On the managed server I already setup Cloud access (service account).
When I use gsutil on the machine, it works without problems.
But when I create a playbook on my management machine and try to
run SDK command I have no access to cloud and permission denied
errors.
I suspect that SSH connection and environment is handled in
a specific way by Ansible. Could someone help me how to use SDK commands in Ansible?
- name: use ansible command
command: >
gsutil list gs://project.something.com
I know that there is gs_storage module. But I do not know
where to look for gs_access_key in an already configured setup.
In .config/gcloud? I'm still learning the Cloud, so some of this
things are new to me. The Cloud access was setup using .json key,
but after I delete this key from the managed machine (shouldn't be exposed).
Best Regards
Kamil
gsutil list would at least require role Viewer assigned to the instance service account - or roles/storage.objectViewer, in case it should also be able to get files from a bucket. Providing Credentials as Module Parameters shows how to authenticate with the gcp_compute_instance module - also see the Cloud Storage IAM Roles and Cloud Storage Authentication (the scopes).
For a month or so, I've been studying AWS services and now I have to accomplish some basic stuff on AWS elastic beanstalk via command line. As far as I understand there are the aws elasticbeanstalk [command] and the eb [command] CLI installed on the build instance.
When I run eb status inside application folder, I get response in the form:
Environment details for: app-name
Application name: app-name
Region: us-east-1
Deployed Version: app-version
Environment ID: env-name
Platform: 64bit Amazon Linux ........
Tier: WebServer-Standard
CNAME: app-name.elasticbeanstalk.com
Updated: 2016-07-14 .......
Status: Ready
Health: Green
That tells me eb init has been run for the application.
On the other hand if I run:
aws elasticbeanstalk describe-application-versions --application-name app-name --region us-east-1
I get the error:
Unable to locate credentials. You can configure credentials by running "aws configure".
In home folder of current user there is a .aws directory with a credential file containing a [profile] line and aws_access_key_id and
aws_secret_access_key lines all set up.
Beside the obvious problem with the credentials, what I really lack is understanding of the two cli. Why is EB cli not asking for credentials and AWS cli is? When do I use one or the other? Can I use only aws cli? Any clarification on the matter will be highly appreciated.
EDIT:
For anyone ending up here, having the same problem with "Unable to locate credentials". Adding --profile profile-name option solved the problem for me. profile-name can be found in ~/.aws/config (or credentials) file on [profile profile-name] line.
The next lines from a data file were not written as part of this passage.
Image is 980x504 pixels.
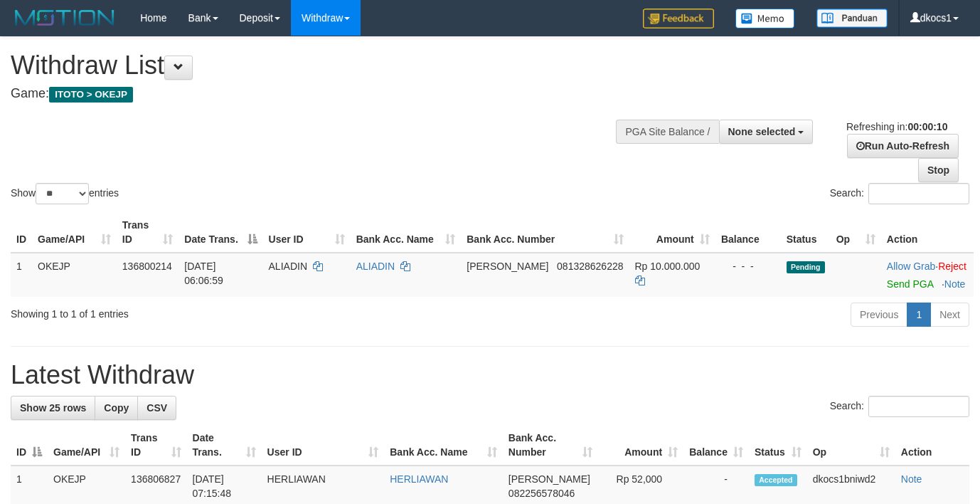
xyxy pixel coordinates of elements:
[781,212,831,252] th: Status
[557,260,623,271] span: Copy 081328626228 to clipboard
[263,212,351,252] th: User ID: activate to sort column ascending
[881,252,973,297] td: ·
[95,396,138,420] a: Copy
[351,212,462,252] th: Bank Acc. Name: activate to sort column ascending
[146,402,167,414] span: CSV
[10,7,119,28] img: MOTION_logo.png
[20,402,86,414] span: Show 25 rows
[357,260,395,271] a: ALIADIN
[817,9,888,28] img: panduan.png
[643,9,714,28] img: Feedback.jpg
[10,51,639,80] h1: Withdraw List
[755,474,798,486] span: Accepted
[508,488,575,499] span: Copy 082256578046 to clipboard
[10,183,119,204] label: Show entries
[32,252,117,297] td: OKEJP
[847,134,959,158] a: Run Auto-Refresh
[184,260,223,286] span: [DATE] 06:06:59
[178,212,263,252] th: Date Trans.: activate to sort column descending
[831,212,881,252] th: Op: activate to sort column ascending
[684,425,749,465] th: Balance: activate to sort column ascending
[896,425,970,465] th: Action
[117,212,178,252] th: Trans ID: activate to sort column ascending
[10,252,32,297] td: 1
[918,158,959,182] a: Stop
[830,396,970,417] label: Search:
[749,425,807,465] th: Status: activate to sort column ascending
[908,121,948,132] strong: 00:00:10
[938,260,967,271] a: Reject
[390,474,448,485] a: HERLIAWAN
[262,425,385,465] th: User ID: activate to sort column ascending
[735,9,795,28] img: Button%20Memo.svg
[630,212,715,252] th: Amount: activate to sort column ascending
[851,303,908,327] a: Previous
[125,425,186,465] th: Trans ID: activate to sort column ascending
[721,259,775,273] div: - - -
[10,396,95,420] a: Show 25 rows
[636,260,701,271] span: Rp 10.000.000
[887,260,935,271] a: Allow Grab
[467,260,548,271] span: [PERSON_NAME]
[869,183,970,204] input: Search:
[715,212,781,252] th: Balance
[719,120,814,143] button: None selected
[47,425,125,465] th: Game/API: activate to sort column ascending
[830,183,970,204] label: Search:
[10,212,32,252] th: ID
[461,212,629,252] th: Bank Acc. Number: activate to sort column ascending
[503,425,599,465] th: Bank Acc. Number: activate to sort column ascending
[881,212,973,252] th: Action
[10,86,639,101] h4: Game:
[35,183,89,204] select: Showentries
[49,86,133,103] span: ITOTO > OKEJP
[138,396,176,420] a: CSV
[869,396,970,417] input: Search:
[887,260,938,271] span: ·
[103,402,129,414] span: Copy
[907,303,931,327] a: 1
[599,425,684,465] th: Amount: activate to sort column ascending
[807,425,896,465] th: Op: activate to sort column ascending
[268,260,307,271] span: ALIADIN
[616,120,718,143] div: PGA Site Balance /
[846,121,948,132] span: Refreshing in:
[945,278,966,289] a: Note
[931,303,970,327] a: Next
[786,261,825,273] span: Pending
[384,425,503,465] th: Bank Acc. Name: activate to sort column ascending
[10,425,47,465] th: ID: activate to sort column descending
[10,301,398,321] div: Showing 1 to 1 of 1 entries
[187,425,262,465] th: Date Trans.: activate to sort column ascending
[887,278,934,289] a: Send PGA
[32,212,117,252] th: Game/API: activate to sort column ascending
[508,474,590,485] span: [PERSON_NAME]
[901,474,922,485] a: Note
[10,361,970,389] h1: Latest Withdraw
[122,260,172,271] span: 136800214
[729,126,796,138] span: None selected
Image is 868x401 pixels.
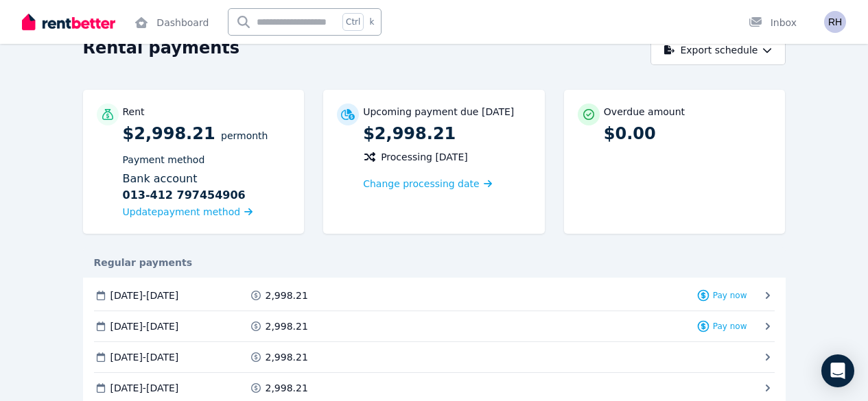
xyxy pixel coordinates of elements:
span: 2,998.21 [266,381,308,395]
p: Payment method [123,153,291,166]
span: Change processing date [363,177,480,191]
span: [DATE] - [DATE] [111,319,179,333]
p: Overdue amount [604,105,685,118]
div: Open Intercom Messenger [821,355,854,388]
span: Ctrl [342,13,364,31]
span: [DATE] - [DATE] [111,289,179,302]
p: $2,998.21 [123,123,291,220]
span: [DATE] - [DATE] [111,381,179,395]
p: Upcoming payment due [DATE] [363,105,514,118]
a: Change processing date [363,177,492,191]
img: RentBetter [22,11,116,32]
span: 2,998.21 [266,289,308,302]
span: Processing [DATE] [380,150,468,164]
p: $0.00 [604,123,772,145]
p: $2,998.21 [363,123,531,145]
b: 013-412 797454906 [123,187,245,204]
p: Rent [123,105,145,118]
h1: Rental payments [83,37,240,59]
div: Inbox [749,16,797,29]
div: Regular payments [83,255,785,270]
span: k [369,17,374,27]
span: Pay now [713,321,747,332]
span: 2,998.21 [266,350,308,364]
span: per Month [221,131,268,141]
button: Export schedule [650,35,785,65]
span: [DATE] - [DATE] [111,350,179,364]
span: Pay now [713,290,747,301]
span: Update payment method [123,207,240,218]
div: Bank account [123,171,291,204]
img: Rahool Hegde [824,11,846,33]
span: 2,998.21 [266,319,308,333]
In order to verify that the AWS CLI is configured on your system run aws configure and provide it with all the details it requires. That should fix your credentials problem and checking the change in configuration will allow you to understand what's wrong with your current conf.
the eb cli and the aws cli have very similar capabilities, and I too am a bit confused as to why they both should exist. From my experience the main differences are that the cli is used to interact with your AWS account using simple requests while the eb cli creates connections between you and the eb envs and so allows for finer control over them.
For instance - I've just developed a CI/CD pipeline for our beanstalk apps. When I use the eb cli I can monitor the deployment of our apps and notify the developers when it's finished. aws cli does not offer that functionality, and the only to achieve that is to repeatedly query the service until you receive the desired result.
The AWS CLI is a general tool that works on all AWS resources. It's not tied to a specific software project, the type of machine you're on, the directory you're in, or anything like that. It only needs credentials, whether they've been put there manually if it's your own machine, or generated by AWS if it's an EC2 instance.
The EB CLI is a high level tool to wrangle your software project into place. It's tied to the directory you're in, it assumes that the stuff in your directory is your project, and it has short commands that do a lot of background work to magically put everything in the right place.